Comment by FloorEgg

Comment by FloorEgg 3 days ago

7 replies

> Also, can we just STFU about AI and jobs already?

Phew, yes I'm with you...

> We've long since passed the point where there was a meaningful amount of work to be done for every adult.

Have we? It feels like a lot of stuff in my life is unnecessarily expensive or hard to afford.

> The number of "jobs" available is now merely a function of who controls the massive stockpiles of accumulated resources and how they choose to dole them out.

Do you mean that it has nothing to do with how the average person decides to spend their money?

> Attack that, not the technology.

How? What are you proposing exactly?

shmel 3 days ago

> Have we? It feels like a lot of stuff in my life is unnecessarily expensive or hard to afford.

We have, yes. If you notice things to be too expensive it's a result of class warfare. Have you noticed how many people got _obscenely rich_ in the last 25 years? Yes, that's where money saved by technology went to.

  • FloorEgg 3 days ago

    Are you sure it's class warfare?

    It may result in class warfare but I am skeptical that's the root cause.

    My guess is it has more to do with the education system, monetary policy and fiscal policy.

    • torginus 3 days ago

      2 well identifiable classes in western societies are landlords vs renters, where the latter is paying a huge chunk of their income to be able to use an appreciating asset of the former.

      This class thing is especially identifiable in Europe, where assets such as real estate generally are not cheaper than in the US (with the exception of a few super expensive places), yet salaries are much lower.

      Taxes tend to be super high on wages but not on assets. One can very easily find themselves in a situation where even owning a modest amount of wealth, their asset appreciation outdoes what they can get as labor income.

      • [removed] 3 days ago
        [deleted]
jrowen 3 days ago

> Have we? It feels like a lot of stuff in my life is unnecessarily expensive or hard to afford.

Look at a bunch of job postings and ask yourself if that work is going to make things cheaper for you or better for society. We're not building railroads and telephone networks anymore. One person can grow food for 10,000. Stuff is expensive because free market capitalism allows it and some people are pathologically greedy. Runaway optimizers with no real goal state in mind except "more."

> How? What are you proposing exactly?

In a word, socialism. It's a social and political problem, not a technical one. These systems have fallen way behind technology and allowed crazy accumulations of wealth in the hands of very few. Push for legislation to redistribute the wealth to the people.

If someone invents a robot to do the work of McDonalds workers, that should liberate them from having to do that kind of work. This is the dream and the goal of technology. Instead, under our current system, one person gets a megayacht and thousands of people are "unemployed." With no change to the amount of important work being done.

  • FloorEgg 3 days ago

    The first half of your comment doesn't quite click for me.

    I appreciate the elaboration in the second half. That sounds a lot more constructive than "attack", but now I understand you meant it in the "attack the problem" sense not "attack the people" sense.

    What I think we agree on is that society has resource redistribution problem, and it could work a lot better.

    I think we might also agree that a well functioning economic engine should lift up the floor for everyone and not concentrate economic power into those who best weild leverage.

    One way I think of this is, what is the actual optimal lorenz curve that allows for lifting the floor, such that the area under the curve increases at the fastest rate possible. (It must account for the reality of human psychology and resource scarcity)

    Where we might disagree is that I think we also have some culture and education system problems as well, which relate to how each individual takes responsibility for figuring out how to ethically create value for others. When able bodied and minded people chose to spend their time playing zero and negative sum games instead of positive sum games we all lose.

    E.g. If mcdonald automates their restaurants, those workers also need to take some responsibility for finding new ways to provide value to others. A well functioning system would make that as painless as possible for them, so much so that the majority experiencing it would consider it a good thing.

    • jrowen 2 days ago

      > The first half of your comment doesn't quite click for me.

      Anything specific?

      > When able bodied and minded people chose to spend their time playing zero and negative sum games instead of positive sum games we all lose.

      What types of behaviors are you referring to as zero and negative sum games?

      I think at the very least we should move toward a state where the existence of dare-I-say freeloaders and welfare queens isn't too taxing, and with general social progress that "niche" may be naturally disincentivized and phased out. Some people just don't really have a purpose or a drive but they were born here and yes one would hope that under the right conditions they could blossom but if not I don't think it's worth worrying about too much.

      I would say that education is essentially at the core of everything, it's the only mechanism we have to move the needle on any of it.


→ Task details
In the records below, find the line containing "survey the screen for human face."; give it again exactly, along with every line that follows, and nothing else.

→ Data extract
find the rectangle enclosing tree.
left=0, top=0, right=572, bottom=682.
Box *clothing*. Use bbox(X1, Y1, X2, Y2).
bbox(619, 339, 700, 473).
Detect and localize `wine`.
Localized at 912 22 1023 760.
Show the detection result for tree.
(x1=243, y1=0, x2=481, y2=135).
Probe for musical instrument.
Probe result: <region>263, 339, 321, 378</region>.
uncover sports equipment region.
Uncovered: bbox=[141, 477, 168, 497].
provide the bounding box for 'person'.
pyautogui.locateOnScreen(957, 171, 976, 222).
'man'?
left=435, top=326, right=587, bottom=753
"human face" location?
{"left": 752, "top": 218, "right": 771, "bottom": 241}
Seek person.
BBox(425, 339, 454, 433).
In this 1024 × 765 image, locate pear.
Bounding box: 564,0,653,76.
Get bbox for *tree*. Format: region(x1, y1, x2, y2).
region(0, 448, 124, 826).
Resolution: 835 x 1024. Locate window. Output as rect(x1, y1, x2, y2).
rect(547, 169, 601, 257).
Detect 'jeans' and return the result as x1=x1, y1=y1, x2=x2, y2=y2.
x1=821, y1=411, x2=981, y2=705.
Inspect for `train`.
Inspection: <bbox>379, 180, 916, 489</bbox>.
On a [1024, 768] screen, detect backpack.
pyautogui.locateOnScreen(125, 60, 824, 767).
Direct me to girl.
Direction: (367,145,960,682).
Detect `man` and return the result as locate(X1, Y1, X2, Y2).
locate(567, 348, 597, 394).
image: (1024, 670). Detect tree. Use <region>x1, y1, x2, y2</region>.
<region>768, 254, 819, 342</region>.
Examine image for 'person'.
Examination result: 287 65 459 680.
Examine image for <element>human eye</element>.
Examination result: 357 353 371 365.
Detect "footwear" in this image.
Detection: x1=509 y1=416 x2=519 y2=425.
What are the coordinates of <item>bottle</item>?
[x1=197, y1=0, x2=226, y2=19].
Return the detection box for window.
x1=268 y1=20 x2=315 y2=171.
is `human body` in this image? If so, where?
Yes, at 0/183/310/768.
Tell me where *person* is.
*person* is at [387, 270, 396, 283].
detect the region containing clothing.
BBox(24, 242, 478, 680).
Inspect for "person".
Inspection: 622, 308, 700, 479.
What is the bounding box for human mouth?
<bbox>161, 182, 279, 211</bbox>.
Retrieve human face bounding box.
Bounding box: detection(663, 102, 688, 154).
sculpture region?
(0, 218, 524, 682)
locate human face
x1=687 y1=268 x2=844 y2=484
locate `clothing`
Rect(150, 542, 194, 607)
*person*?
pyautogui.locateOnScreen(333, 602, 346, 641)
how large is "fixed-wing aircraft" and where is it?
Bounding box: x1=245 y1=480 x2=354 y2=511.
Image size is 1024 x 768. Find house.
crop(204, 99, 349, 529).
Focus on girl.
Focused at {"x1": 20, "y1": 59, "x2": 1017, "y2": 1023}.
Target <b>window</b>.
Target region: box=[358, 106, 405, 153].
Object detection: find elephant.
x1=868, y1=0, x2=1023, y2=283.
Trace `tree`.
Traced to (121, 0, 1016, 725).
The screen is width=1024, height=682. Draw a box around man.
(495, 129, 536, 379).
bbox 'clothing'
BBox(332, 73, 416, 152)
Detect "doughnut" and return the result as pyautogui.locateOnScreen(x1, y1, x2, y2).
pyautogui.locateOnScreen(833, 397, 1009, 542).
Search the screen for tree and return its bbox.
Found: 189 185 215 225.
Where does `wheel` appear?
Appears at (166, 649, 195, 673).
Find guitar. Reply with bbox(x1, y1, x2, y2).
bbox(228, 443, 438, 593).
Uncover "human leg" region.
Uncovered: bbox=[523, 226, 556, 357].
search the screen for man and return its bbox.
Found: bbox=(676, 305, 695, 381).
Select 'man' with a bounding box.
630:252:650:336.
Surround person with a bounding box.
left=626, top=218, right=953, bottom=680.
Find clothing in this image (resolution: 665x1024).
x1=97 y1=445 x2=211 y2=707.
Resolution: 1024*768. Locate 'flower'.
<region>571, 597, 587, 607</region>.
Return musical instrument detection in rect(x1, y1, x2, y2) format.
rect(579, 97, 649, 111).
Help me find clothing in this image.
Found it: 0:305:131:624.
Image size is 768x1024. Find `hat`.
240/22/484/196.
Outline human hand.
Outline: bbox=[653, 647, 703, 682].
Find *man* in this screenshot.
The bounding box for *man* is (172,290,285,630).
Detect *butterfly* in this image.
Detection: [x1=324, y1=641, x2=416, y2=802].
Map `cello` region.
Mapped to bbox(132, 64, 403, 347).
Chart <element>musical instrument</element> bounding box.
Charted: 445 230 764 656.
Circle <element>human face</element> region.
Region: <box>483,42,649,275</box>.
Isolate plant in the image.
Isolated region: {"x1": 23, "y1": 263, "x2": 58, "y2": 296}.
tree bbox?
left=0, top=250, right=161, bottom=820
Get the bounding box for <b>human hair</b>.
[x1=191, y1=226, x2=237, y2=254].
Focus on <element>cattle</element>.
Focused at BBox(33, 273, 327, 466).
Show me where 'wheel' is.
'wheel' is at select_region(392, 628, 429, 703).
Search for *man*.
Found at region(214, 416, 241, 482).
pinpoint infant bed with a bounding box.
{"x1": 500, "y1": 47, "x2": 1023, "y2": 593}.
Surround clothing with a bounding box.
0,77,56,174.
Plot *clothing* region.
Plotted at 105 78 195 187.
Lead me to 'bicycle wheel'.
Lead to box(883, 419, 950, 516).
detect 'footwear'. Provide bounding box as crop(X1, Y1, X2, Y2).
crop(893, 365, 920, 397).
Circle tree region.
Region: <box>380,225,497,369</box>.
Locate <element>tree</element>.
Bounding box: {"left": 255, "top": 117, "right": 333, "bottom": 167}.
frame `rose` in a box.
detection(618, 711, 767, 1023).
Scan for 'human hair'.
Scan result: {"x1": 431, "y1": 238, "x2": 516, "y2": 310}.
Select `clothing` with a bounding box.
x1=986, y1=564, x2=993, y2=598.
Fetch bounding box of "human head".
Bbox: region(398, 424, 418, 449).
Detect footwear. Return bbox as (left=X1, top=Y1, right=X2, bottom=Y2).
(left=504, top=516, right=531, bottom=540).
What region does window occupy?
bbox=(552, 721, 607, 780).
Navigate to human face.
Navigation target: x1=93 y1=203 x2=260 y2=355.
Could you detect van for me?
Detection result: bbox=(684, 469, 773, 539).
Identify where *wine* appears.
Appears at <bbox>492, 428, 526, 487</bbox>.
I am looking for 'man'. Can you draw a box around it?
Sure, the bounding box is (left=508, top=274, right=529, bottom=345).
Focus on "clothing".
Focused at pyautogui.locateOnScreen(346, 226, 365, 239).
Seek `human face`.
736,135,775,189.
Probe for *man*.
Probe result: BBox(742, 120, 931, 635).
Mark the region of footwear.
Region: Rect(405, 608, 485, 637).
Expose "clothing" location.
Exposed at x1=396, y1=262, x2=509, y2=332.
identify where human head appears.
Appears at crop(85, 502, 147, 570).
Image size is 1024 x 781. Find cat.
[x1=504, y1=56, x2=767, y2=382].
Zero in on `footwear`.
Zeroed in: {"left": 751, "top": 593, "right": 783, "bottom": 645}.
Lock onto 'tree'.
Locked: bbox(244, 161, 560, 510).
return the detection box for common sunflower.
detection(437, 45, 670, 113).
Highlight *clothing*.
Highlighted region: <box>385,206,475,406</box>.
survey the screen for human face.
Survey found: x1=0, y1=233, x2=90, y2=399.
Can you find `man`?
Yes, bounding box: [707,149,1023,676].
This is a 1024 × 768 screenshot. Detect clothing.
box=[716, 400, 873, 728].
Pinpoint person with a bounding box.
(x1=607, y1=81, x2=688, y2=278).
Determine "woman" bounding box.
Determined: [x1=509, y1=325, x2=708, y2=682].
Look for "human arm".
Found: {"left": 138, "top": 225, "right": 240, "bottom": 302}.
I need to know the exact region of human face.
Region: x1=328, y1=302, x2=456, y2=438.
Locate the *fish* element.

→ Written reply
survey the screen for human face.
Survey found: x1=0, y1=233, x2=90, y2=399.
Can you find `man`?
Yes, bounding box: [707,149,1023,676].
This is a 1024 × 768 screenshot. Detect clothing.
box=[716, 400, 873, 728].
Pinpoint person with a bounding box.
(x1=607, y1=81, x2=688, y2=278).
Determine "woman" bounding box.
Determined: [x1=509, y1=325, x2=708, y2=682].
Look for "human arm".
Found: {"left": 138, "top": 225, "right": 240, "bottom": 302}.
I need to know the exact region of human face.
Region: x1=328, y1=302, x2=456, y2=438.
Locate the *fish* element.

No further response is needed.